Love him, cherish him, do what you need to have him by your side; but never try to make him yours, so that he’d never try to make you his. We’re not made to live forever, and Junmyeon...” the old man started to cough violently, and the doctors came rushing in, stopping their conversation permanently. But Yifan knew what he was going to say; he always knew.

We’re not made to live forever, and Junmyeon... he’s not made to exist just with us.

The morning after the funeral, Yifan went down to Junmyeon’s underground apartment, and found him tossing dozens of letters and some of his late grandfather’s favourite snacks into the fireplace.

“He had stopped eating them a few years ago when he had that first cardiac arrest. And these are the letters I wrote to him when we were young and stupid. When time wasn’t a reason to be separated; just a distance dream adults were talking about. I hope they would reach him safely on the other side.” he said with a smile, even when Yifan asked him nothing.
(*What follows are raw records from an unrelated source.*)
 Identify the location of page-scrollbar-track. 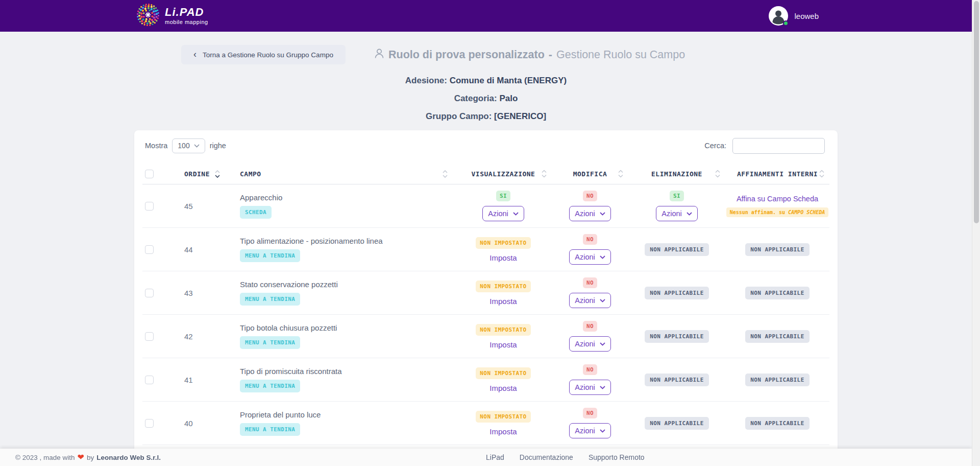
(976, 233).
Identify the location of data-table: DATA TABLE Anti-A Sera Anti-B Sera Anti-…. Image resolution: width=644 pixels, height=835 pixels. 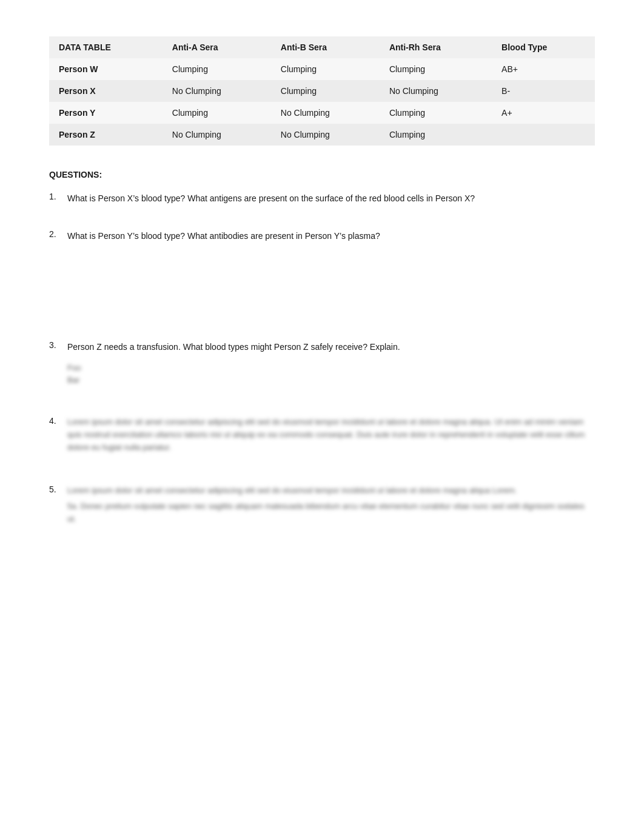
(322, 91).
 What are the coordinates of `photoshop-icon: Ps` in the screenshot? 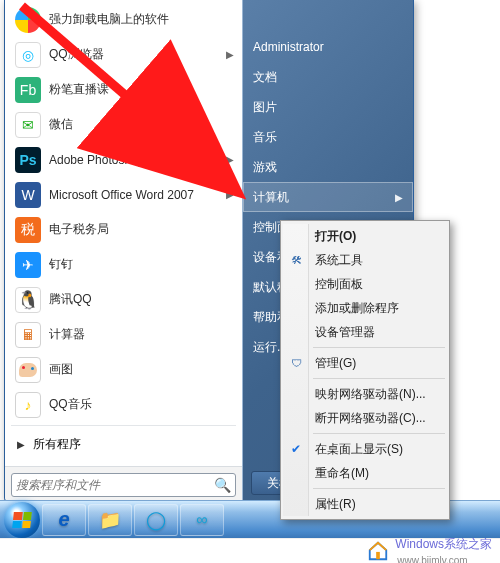 It's located at (28, 160).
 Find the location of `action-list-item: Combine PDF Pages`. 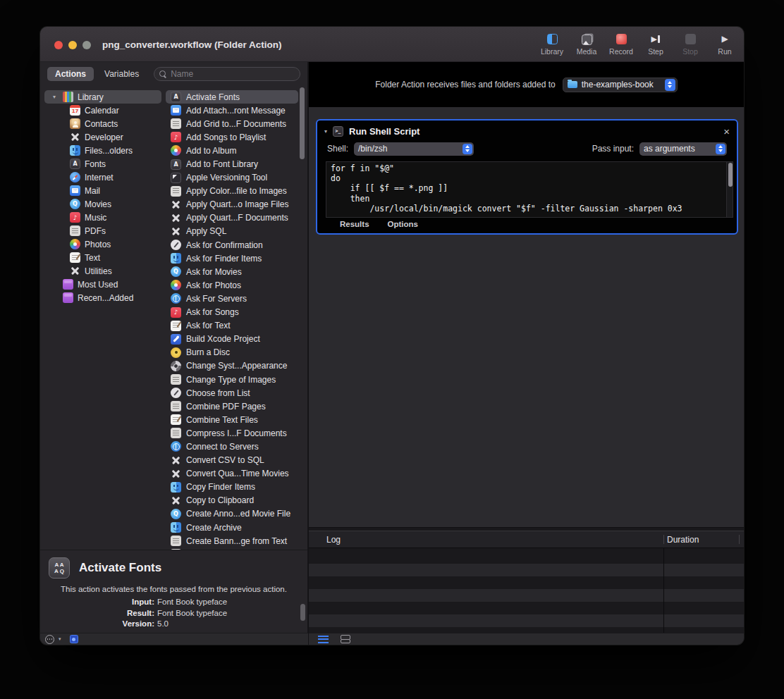

action-list-item: Combine PDF Pages is located at coordinates (235, 406).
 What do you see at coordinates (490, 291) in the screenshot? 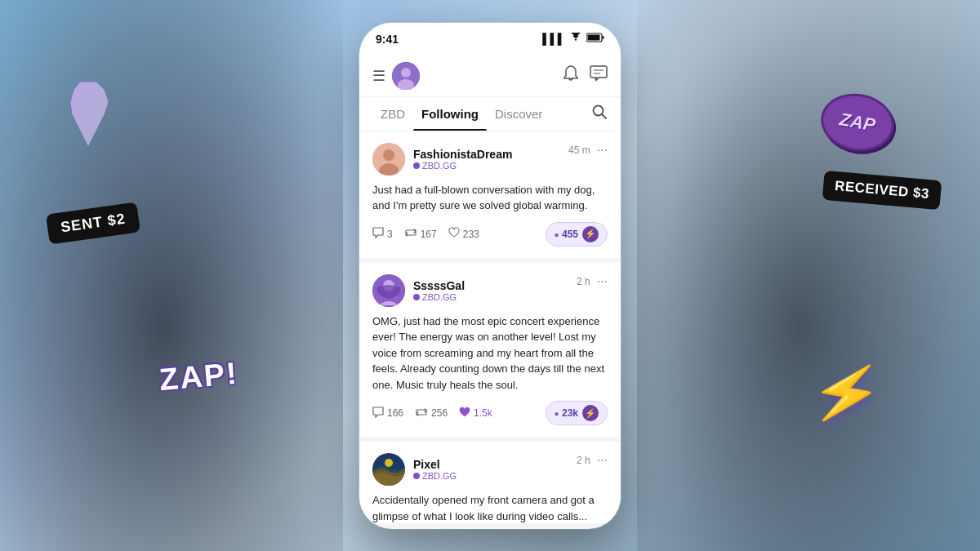
I see `post-header: SssssGal ZBD.GG 2 h ···` at bounding box center [490, 291].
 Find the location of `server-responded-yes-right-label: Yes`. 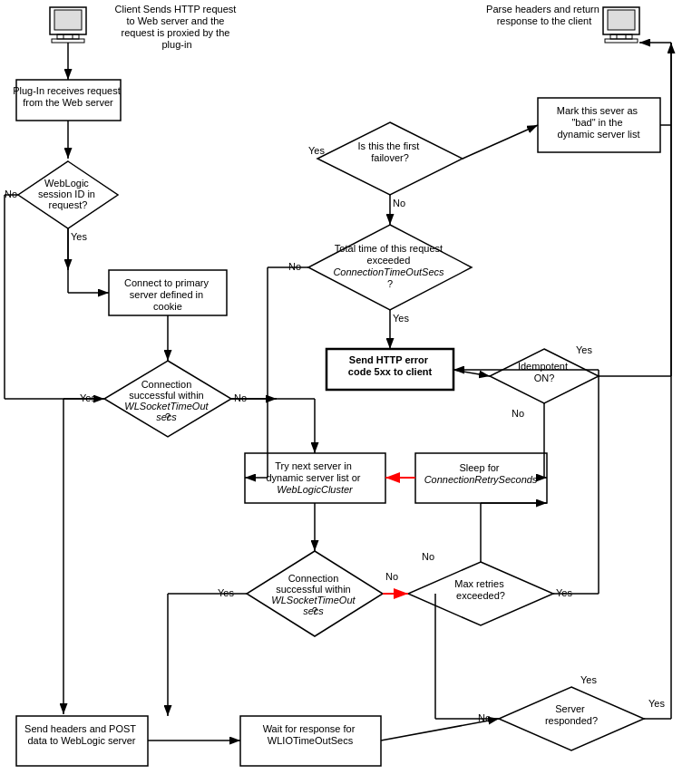

server-responded-yes-right-label: Yes is located at coordinates (657, 703).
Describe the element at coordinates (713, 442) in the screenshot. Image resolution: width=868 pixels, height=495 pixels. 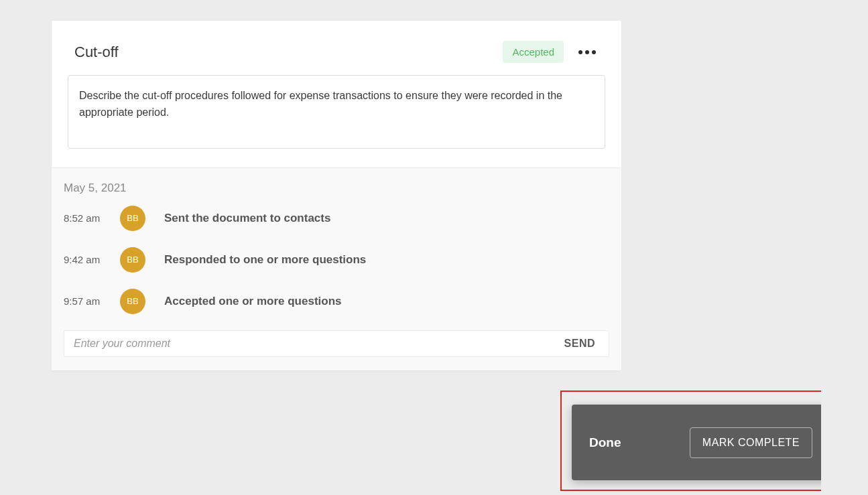
I see `toast: Done MARK COMPLETE` at that location.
A few minutes later, as he watched the fire eating out the flammable materials he fed them, Yifan caught him wiping his eyes with the sleeves of his cardigan. He stood up from his seat and for the first time since they met, he put his arms, now bigger than Junmyeon’s, around the latter’s waist from the back, and buried his nose into the pale nape. Everything about Junmyeon was cold, except Junmyeon himself, and Yifan loved the contradiction of them all.

“I think he’s already opening the second letter by now, eating that salty rice cracker and smoking his favourite cigar. He might be laughing at your cheesy words, too.” Yifan’s words muffled against his neck, and Junmyeon laughed because it was ticklish.
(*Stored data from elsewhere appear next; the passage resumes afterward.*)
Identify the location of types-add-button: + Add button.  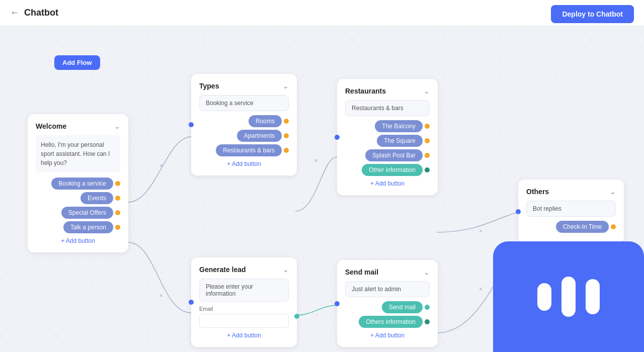
(244, 164).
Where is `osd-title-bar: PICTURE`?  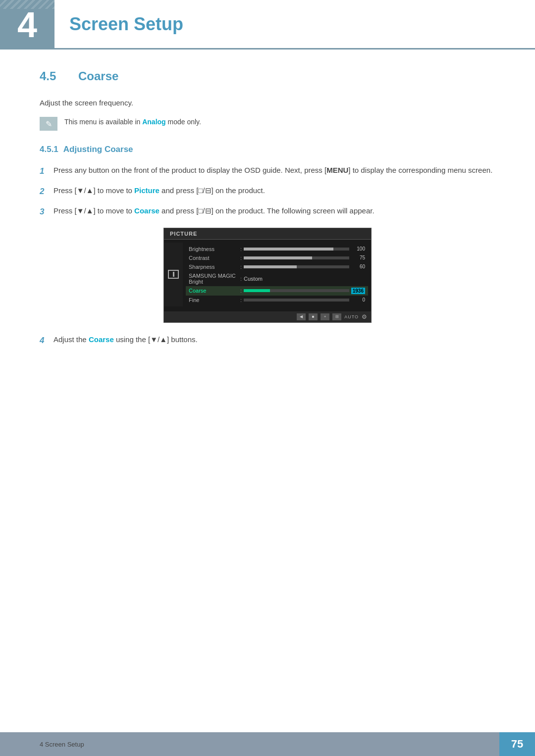
osd-title-bar: PICTURE is located at coordinates (268, 234).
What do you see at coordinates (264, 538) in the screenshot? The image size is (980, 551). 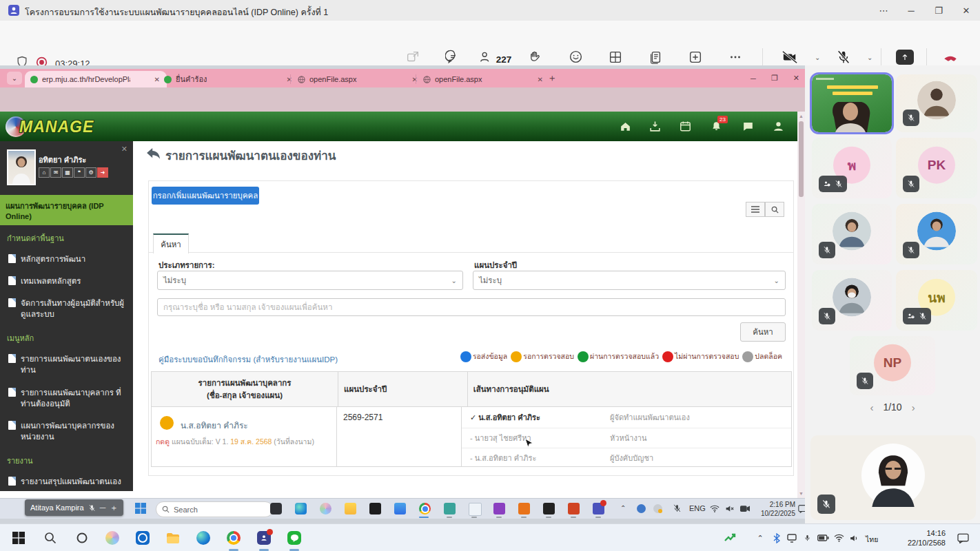 I see `teams-icon` at bounding box center [264, 538].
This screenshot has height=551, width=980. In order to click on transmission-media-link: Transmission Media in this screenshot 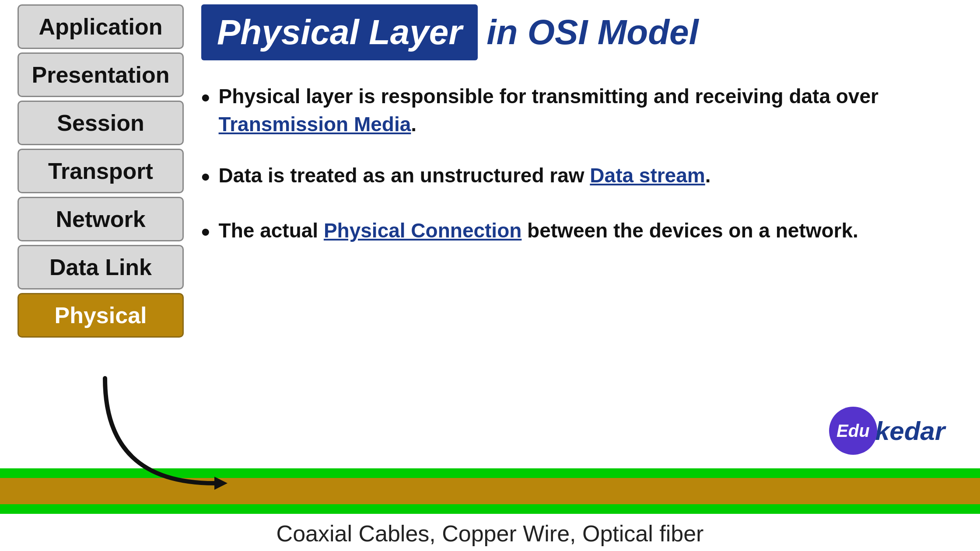, I will do `click(315, 124)`.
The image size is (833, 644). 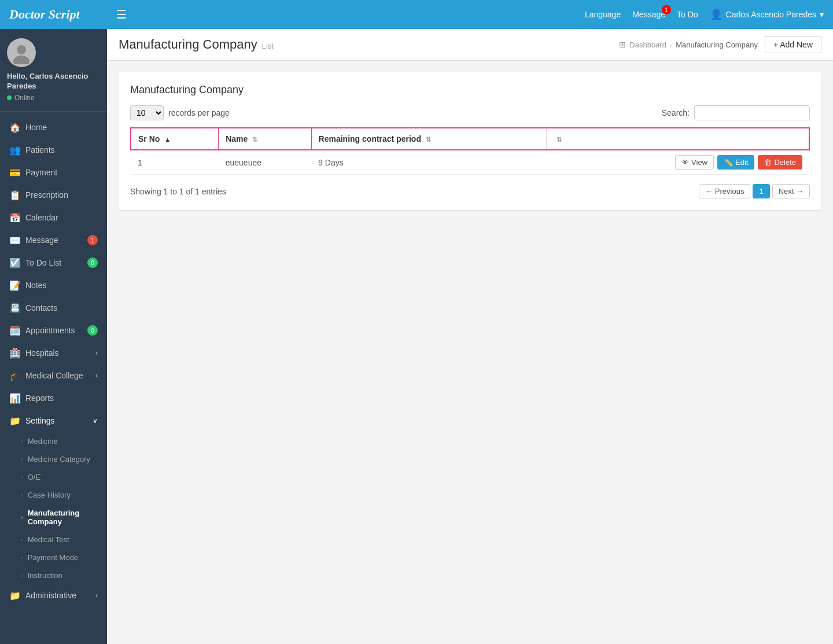 What do you see at coordinates (470, 45) in the screenshot?
I see `sub-header: Manufacturing Company List ⊞ Dashboard ›…` at bounding box center [470, 45].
“I’m sorry that you’re going to be stuck with me until you’re an old man like him,” Junmyeon said, ruffling his hair and playing with his earlobe. Yifan let him.

“It’s alright. If I’m going to get love letters like he did, I think I might as well try to live until the hundredth myself. Who knows? I might defeat Buddha.” He tightened his arms around Junmyeon, and he could hear his laughter died.
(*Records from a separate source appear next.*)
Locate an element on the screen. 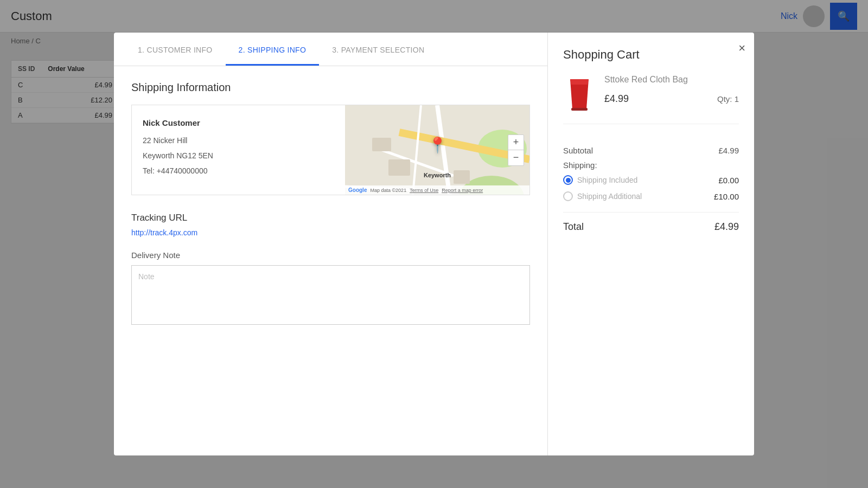 The image size is (868, 488). shipping-additional-left: Shipping Additional is located at coordinates (602, 196).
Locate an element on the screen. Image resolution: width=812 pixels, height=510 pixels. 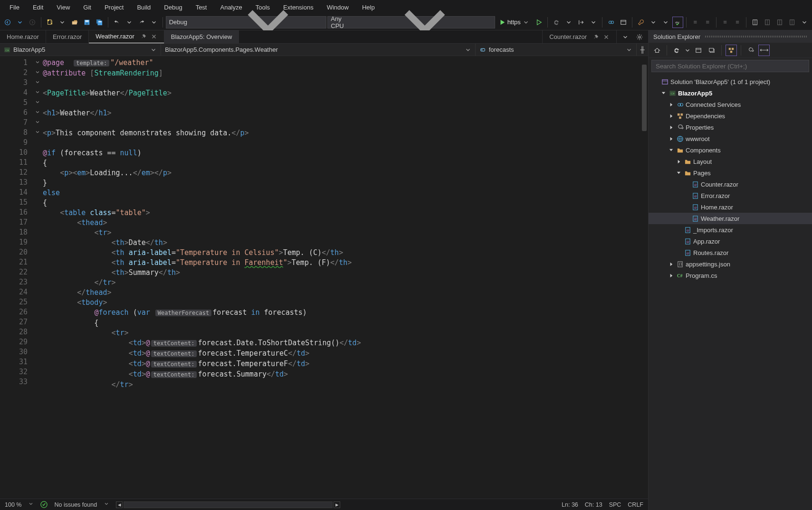
tab-weather: Weather.razor is located at coordinates (126, 37).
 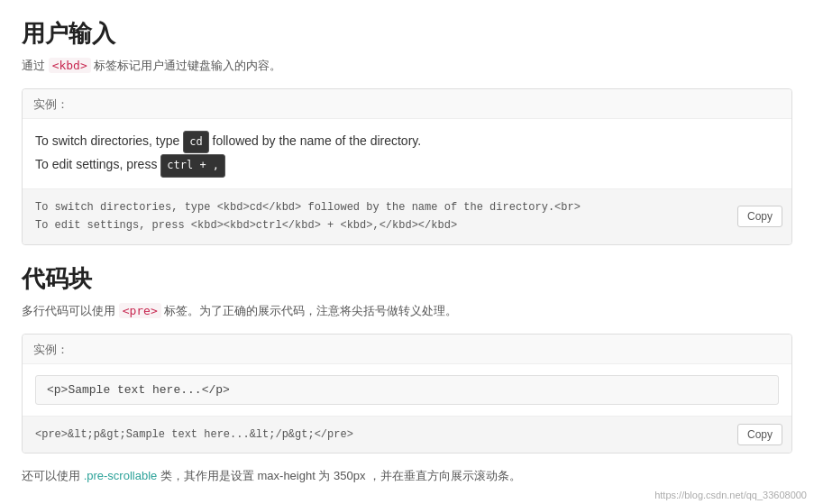 I want to click on section1-preview: To switch directories, type cd followed …, so click(x=407, y=154).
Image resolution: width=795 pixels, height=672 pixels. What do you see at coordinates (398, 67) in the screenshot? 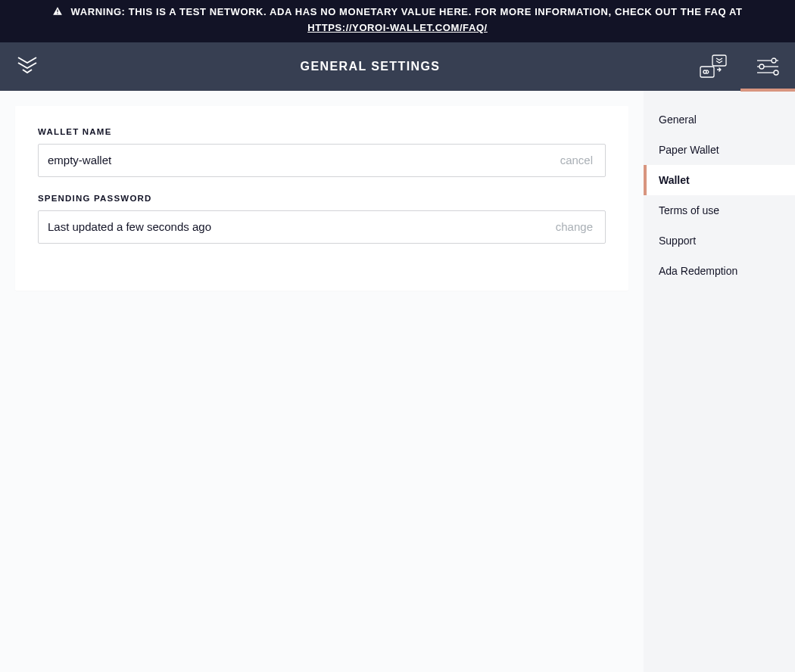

“I’m too old for that now. And it’s ridiculous to write you letters when you’re always by my side, isn’t it?” Junmyeon replied, turning around and took Yifan by surprise when he pulled him into a hug, tighter and longer.

“It’s ridiculous to write you letters, when you’re not even far from me. So let me have you. Let me just... have you. No matter how short it would be, no matter how long.” He whispered with a wet breath against Yifan’s chest, and Yifan knew he had to spend the night coaxing a two-hundred year old man who had just lost his beloved to sleep.

Yifan wasn’t planning on keeping Junmyeon by himself forever, but dear God, how he wish he could.

*

In his thirties, Yifan tries to make sure that his health is top notch.

He avoids cholesterol whenever he can, he has his own trainer at the gym, he doesn’t smoke and he makes sure that he is always hydrated, or else whenever Junmyeon is feeding on him, he’ll be scolded for Junmyeon can always taste when he is too tired or is not well fed.

And then Junmyeon would refuse to eat until Yifan has had a good rest, and that would require him to sleep, most of the time.

“I’m here to spend times with you, not letting you watch me sleep, Junmyeon.”

“And I’m not going to let you ruin the only hours of the day that I get to spend with you looking like a zombie.” Junmyeon would reply, already pushing him into the bed and covers him up with the blanket like a cocoon.

“...Make it four hours. Wake me up in four hours. I just need four hours of rest, and then you can have me, alright?” Yifan would remind him, tired eyes getting heavier and in the end, Junmyeon would only hear his calm breathing with a small touch on his pulse.

“Four hours. Got it. I’ll have you in four hours, and the next hours, and the next days, and the next years to come.” He would reply, and Yifan would smile lazily as he pulls Junmyeon to lay by his side.

“And then when it’s my time to go, I’ll find you in the next life, too, alright?”

“Alright.”

Even though it’ll take them some time, it’s just a wish. Just a simple wish would never hurt.